If you’re interested in the details of different spot rent indexes, Joey Politano has a great post explaining a new one — NTRR — from researchers at the BLS and Cleveland Fed.
Fun fact, all the central banks use the 2% target because New Zealand happened to have picked it first in a somewhat arbitrary manner.
Yes, technically you can use tools such as negative rates or quantitive easing, but these aren’t as effective as rate cuts and ceteris paribus central bankers would prefer not to have to resort to them.
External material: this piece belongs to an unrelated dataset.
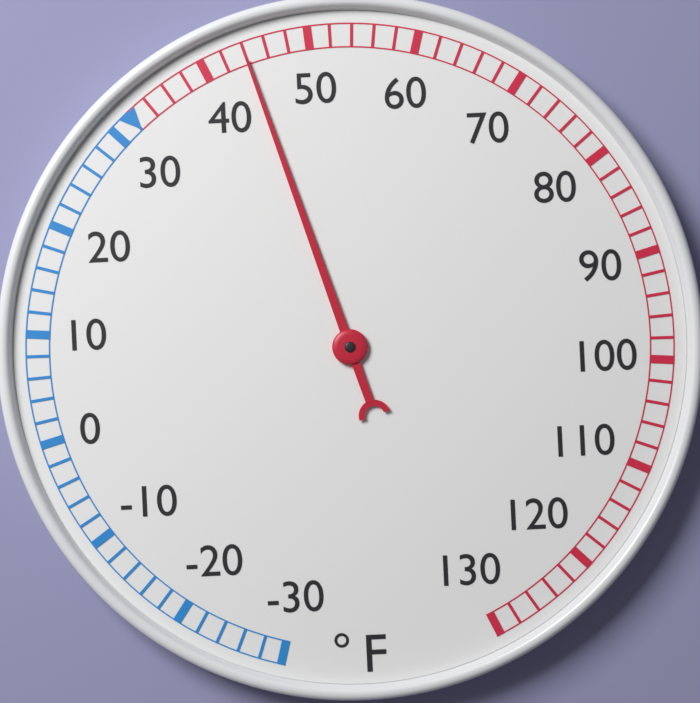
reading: 44 °F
Milan - you write a real good take. This is as good as anything I've read on the current state of inflation. And I've read a fair amount. Congratulations and keep up the great work. For what it's worth my take is that there should be a soft landing, unless the Fed becomes needlessly sadistic. Among other things, there's this piece by Connor Sen in Bloomberg from 10 days ago:
https://www.bloomberg.com/opinion/articles/2023-01-09/rental-housing-is-suddenly-headed-toward-a-hard-landing
Anecdotally, the apartment building where my wife and I live while we're looking for a new house is now offering $1,000 bonuses for new renters. When we rented in July, there were only 4 vacancies out of 340 units. Quite the reversal. No one asked but I think by July-Sept core PCE will be in the threes YOY and the fed will be looking at rate decreases by year end. Anyway, your piece was a real pleasure to read. Best regards.
I’m more a dove than a hawk, but Claudia Sahm’s complete apathy toward the inflation rate shows the type of contempt for voters that leads to bad things down the line. We can try to convince people they should care about different things, but we can’t really choose what voters care about, and inflation is very unpopular (I’d argue the same point on entitlements to conservatives who have issues with them - it’s a democracy and voters like social security, deal with it).